If he’d just cut it off before it could wrap around me, he could have concealed himself and August, leaving me to face Alan’s wrath, without violating the terms of his geas. It had been the perfect opportunity for him to escape, and he hadn’t taken it. For that alone, I had to do my best to save him. I didn’t have a choice.
&
nbsp; The basement door opened and closed again. I shut my eyes, guessing before it happened that Madden was going to turn the light on. There was a click, and the dark behind my eyelids got a little lighter. Cautiously, I cracked them open, and watched Madden descend. He was carrying a small tray. I recognized the teapot, and I had hope. Not much, but still, it was a nice change.
He stopped on the last step, frowning. “Toby?” he said. “I thought you were . . . are you here?”
Crap. Simon’s illusion. I looked around, finding nothing I could throw, and settled on chucking my phone at Madden’s shoulder as hard as I could. My aim was a little off; it hit his upper arm before falling harmlessly to the pavement.
He blinked at it. Then he turned and blinked at me. “There you are,” he said. “What . . . ?”
“Really good don’t-look-here,” I said. “Don’t take your eyes off me, or you’ll lose us again.”
“You look . . .” Madden paused, clearly unsure how to proceed. Finally, he said, “Different.”
“August pulled a lot of the fae blood out of me before she ran, and I’m not strong enough to put it back on my own,” I said. “Arden still has the hope chest in her treasury. I’m sure she’ll let me borrow it for a few minutes.” And if she wanted to charge me some prohibitive price for using it, I’d have no choice but to pay. Swell.

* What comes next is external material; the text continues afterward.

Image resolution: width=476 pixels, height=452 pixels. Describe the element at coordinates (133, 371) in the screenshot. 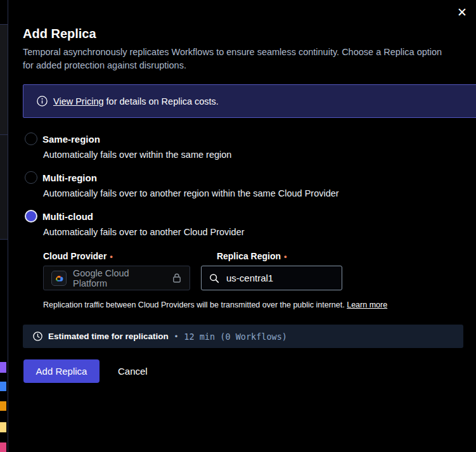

There was a pause while Madden attempted to process this information. There aren’t many Dóchas Sidhe in the world—two is not enough to book a table at Mel’s Diner, much less constitute a healthy population—and hope chests haven’t been in common use for centuries. For most people, the balance of the blood they have when they’re born is the one they’re going to live with. He had already seen my blood shift once before. That didn’t mean it was something easy to understand.
It also didn’t mean that we had time to sit around while he came to terms with the great march of weird that is my life. “Did you bring what I asked for?”